Historiographic metafiction illuminates facets of the past that we in the present have overlooked or entirely forgotten. While it may prove to be a challenging genre for the uninitiated—let alone an audience more accustomed to media that requires little focus—this in no way robs it of its relevance, especially in a time where conceptions of the past are being altered for malevolent ends.

 

While browsing through Facebook one time, I encountered a meme that expressly meant to ridicule how our cries of personal feelings being “offended” pale in comparison to the hardships our forbearers endured: two world wars in the previous century, hazardous manufacturing jobs during the Industrial Revolution, plague in the Middle Ages, among others. Said meme, however, glosses over the gains we made through the years to address such problems. The advancements in medicine, labor laws, and peace deals that we benefit from today are a result of society collectively inquiring into the feelings of those affected, and then subsequently taking action. Even more troubling than the meme itself is the number of times it was shared on the social media site.

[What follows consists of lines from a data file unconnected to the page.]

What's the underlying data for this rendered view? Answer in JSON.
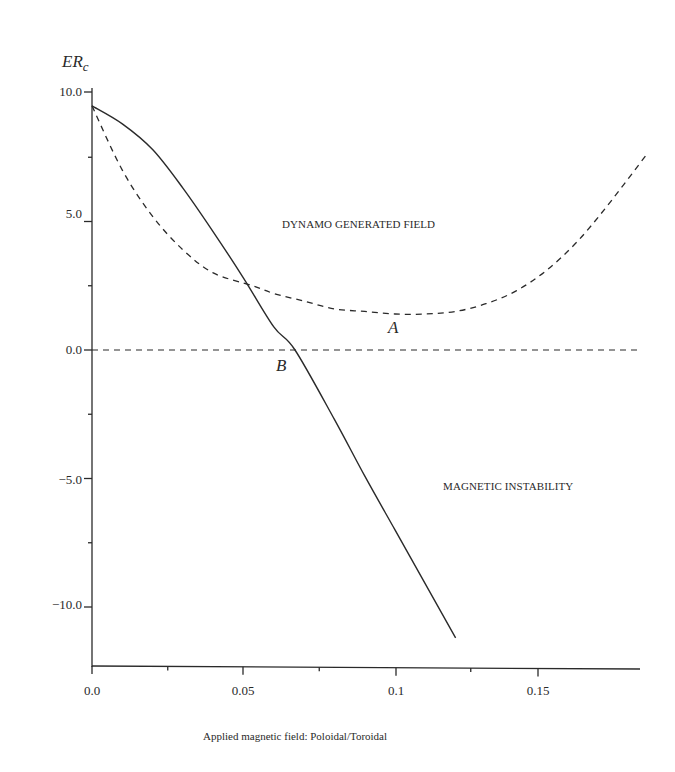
{
  "chart_data": {
    "type": "line",
    "title": "",
    "ylabel": "ER",
    "ylabel_subscript": "c",
    "xlabel": "Applied magnetic field: Poloidal/Toroidal",
    "xlim": [
      0.0,
      0.185
    ],
    "ylim": [
      -12.5,
      10.5
    ],
    "grid": false,
    "legend": "none",
    "x_ticks": [
      "0.0",
      "0.05",
      "0.1",
      "0.15"
    ],
    "y_ticks": [
      "10.0",
      "5.0",
      "0.0",
      "-5.0",
      "-10.0"
    ],
    "series": [
      {
        "name": "Magnetic instability boundary",
        "style": "solid",
        "x": [
          0.0,
          0.01,
          0.02,
          0.03,
          0.04,
          0.05,
          0.06,
          0.067,
          0.08,
          0.09,
          0.1,
          0.11,
          0.12
        ],
        "y": [
          9.5,
          8.8,
          7.8,
          6.3,
          4.6,
          2.8,
          0.9,
          0.0,
          -2.7,
          -4.9,
          -7.0,
          -9.1,
          -11.2
        ]
      },
      {
        "name": "Dynamo generated field boundary",
        "style": "dashed",
        "x": [
          0.0,
          0.01,
          0.02,
          0.03,
          0.04,
          0.053,
          0.06,
          0.07,
          0.08,
          0.09,
          0.1,
          0.11,
          0.12,
          0.13,
          0.14,
          0.15,
          0.16,
          0.17,
          0.183
        ],
        "y": [
          9.5,
          7.0,
          5.2,
          3.9,
          3.0,
          2.5,
          2.2,
          1.9,
          1.6,
          1.5,
          1.4,
          1.4,
          1.5,
          1.8,
          2.3,
          3.1,
          4.2,
          5.6,
          7.6
        ]
      },
      {
        "name": "Zero line",
        "style": "dashed",
        "x": [
          0.0,
          0.18
        ],
        "y": [
          0.0,
          0.0
        ]
      }
    ],
    "annotations": [
      {
        "text": "DYNAMO GENERATED FIELD",
        "x": 0.095,
        "y": 4.8
      },
      {
        "text": "MAGNETIC INSTABILITY",
        "x": 0.145,
        "y": -5.3
      },
      {
        "text": "A",
        "x": 0.1,
        "y": 0.5
      },
      {
        "text": "B",
        "x": 0.062,
        "y": -0.6
      }
    ]
  },
  "labels": {
    "y_title": "ER",
    "y_title_sub": "c",
    "x_title": "Applied magnetic field: Poloidal/Toroidal",
    "region_top": "DYNAMO GENERATED FIELD",
    "region_bottom": "MAGNETIC INSTABILITY",
    "point_a": "A",
    "point_b": "B",
    "xticks": [
      "0.0",
      "0.05",
      "0.1",
      "0.15"
    ],
    "yticks": [
      "10.0",
      "5.0",
      "0.0",
      "−5.0",
      "−10.0"
    ]
  },
  "colors": {
    "ink": "#2a2a2a",
    "background": "#ffffff"
  }
}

To some extents, historiographic metafiction can aid in lifting the veil of misguided, often romanticized, notions of the past by uncovering uncomfortable truths and brutal narratives. The way forward, then, lies in understanding how those who came before us overcame these by being on the more progressive side of history.

 

 

Works Cited

 

Brockes, Emma. “Colson Whitehead: ‘To Deal with This Subject with the Gravity It Deserved Was Scary.’” The Guardian, 7 July 2017, www.theguardian.com/books/2017/jul/07/colson-whitehead-underground-railroad.

 

Dalisay, Butch. “Martial Law in Three Filipino Novels.” The Philippine Star, 11 Nov. 2013,             www.philstar.com/lifestyle/arts-and-culture/2013/11/11/1254788/martial-law-three-filipino-novels.

 

Fields, Jenn. “Colson Whitehead’s ‘Underground Railroad’ Is A Literal Train To Freedom.” NPR, 8 Aug. 2016, www.denverpost.com/2017/09/22/the-underground-railroad-colson-whitehead/.

 

Hutcheon, Linda. “Historiographic Metafiction.” In The Canadian Postmodern: A Study of Contemporary English-Canadian Fiction. Toronto: Oxford UP, 1988. 61–77.

 

Lightman, Alan. Einstein's Dreams. Vintage, 1993.

 

Mallon, Thomas. “George Saunders Gets Inside Lincoln’s Head.” The New Yorker, 13 Feb.   2017, www.newyorker.com/magazine/2017/02/13/george-saunders-gets-inside-lincolns-head.

 

MasterClass. “What Is Historical Fiction?” MasterClass, 21 Aug. 2021, https://www.masterclass.com/articles/what-is-historical-fiction-definition-of-the-historical-fiction-genre-and-tips-for-writing-your-historical-novel. Accessed 7 June 2024.

 

Saunders, George. Lincoln in the Bardo. Random House, 2017.

 

Vasquez, Juan Gabriel. “In Colson Whitehead’s Latest, the Underground Railroad Is More Than a Metaphor.” The New York Times, 5 Aug. 2016, www.nytimes.com/2016/08/14/books/review/colson-whitehead-underground railroad.html.  

 

“What Is Historical Fiction?” Celadon Books, n.d. https://celadonbooks.com/what-is-historical-fiction/#:~:text=Historical%20Fiction%20is%20set%20in,(often%2C%20it's%20both). Accessed 7 June 2024.

 

Whitehead, Colson. The Underground Railroad. Anchor, 2016.